At least three separate conversations my mother had with one of my cousins during our prolonged stay in Rizhao came to the same conclusion: The 农村 is dying. Fewer and fewer young people are coming back to the countryside. With that value proposition in mind, in recent years, a multi-lane street called Beijing North Road was paved, connecting a swath of villages, including my uncle's, to the city. A bus with a flat fare of ¥3, the 305, reliably runs down the street every 20 to 25 minutes. It took about an hour for us to take a day trip down to Rizhao proper and run errands in a city, where a young woman at the post office told us with abject seriousness that a letter my sister was trying to mail back to the United States might get lost. (The letter eventually made it a month later. The glorious postal service prevails!)
Any idea that surveillance or policing can make transit cleaner and safer can never match the efficacy of investment into infrastructure that actually makes transit reliable and cleaner and safer: increased frequency and three-minute headways, automatic track barriers, regular cleaning, public restrooms. All of which requires dedicated funding, political commitment, and a belief that transit is a shared, public necessity, as much as it is a good. Of course, the existence and convenience of a bus line like the 305 doesn't imply that constant surveillance becomes easier to stomach.
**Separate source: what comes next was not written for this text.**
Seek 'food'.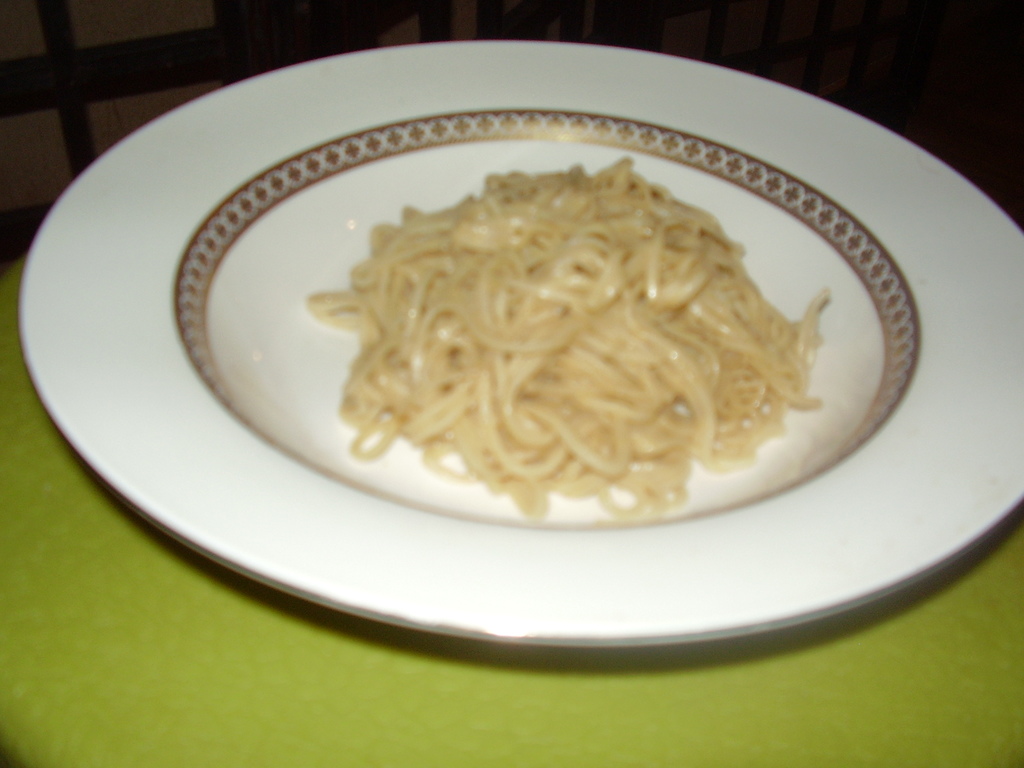
l=301, t=156, r=833, b=522.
One would like to imagine a subway ride as a space where everyone trusts each other; a metal detector and a bag scanner remind you that someone on high does not.
The station for the Shanghai Transrapid—better known as the Shanghai maglev train—has a cute free-admission museum right by it, which explains the history and technology of the line. The line used to operate at 431 kilometers per hour, though recently scaled down the speeds to operate a 300 kilometers per hour instead; the museum has not updated to reflect this fact. Magnetic levitation in transit exists at the AM/FM border between Actual Machine and Fucking Magic: a heavily researched and functioning technology that has yet to be implemented at any meaningful commercial scale.
The Shanghai Transrapid is a commercial line, but still a novelty one. The price of a ticket is ¥50, discounted down to ¥40 if you possess a same-day airplane ticket. Though the considerably less exotic subway line leading from that same station to the airport cannot get you there in seven minutes, it is much less expensive.
If you have ridden a G-class high-speed rail train, you have some frame of reference for what 300 kilometers per hour feels like. It looks different when there's an urban environment passing by the window, or when the train has to physically tilt in order to turn—a kind of magic, certainly, though just one among many.
Toward the end of our stay in Shanghai, I started trying to stand on the subway without needing to hold onto anything. This perhaps sounds more impressive than it is: The Shanghai metro runs so smoothly that it only takes a couple of rides to figure out the trick. You stand parallel to the train's direction and let your body's weight go from one foot to the other; as it turns, you can lean forward and back to compensate. Feel it out a little bit, and then you're there—floating, and it doesn't take very much effort at all.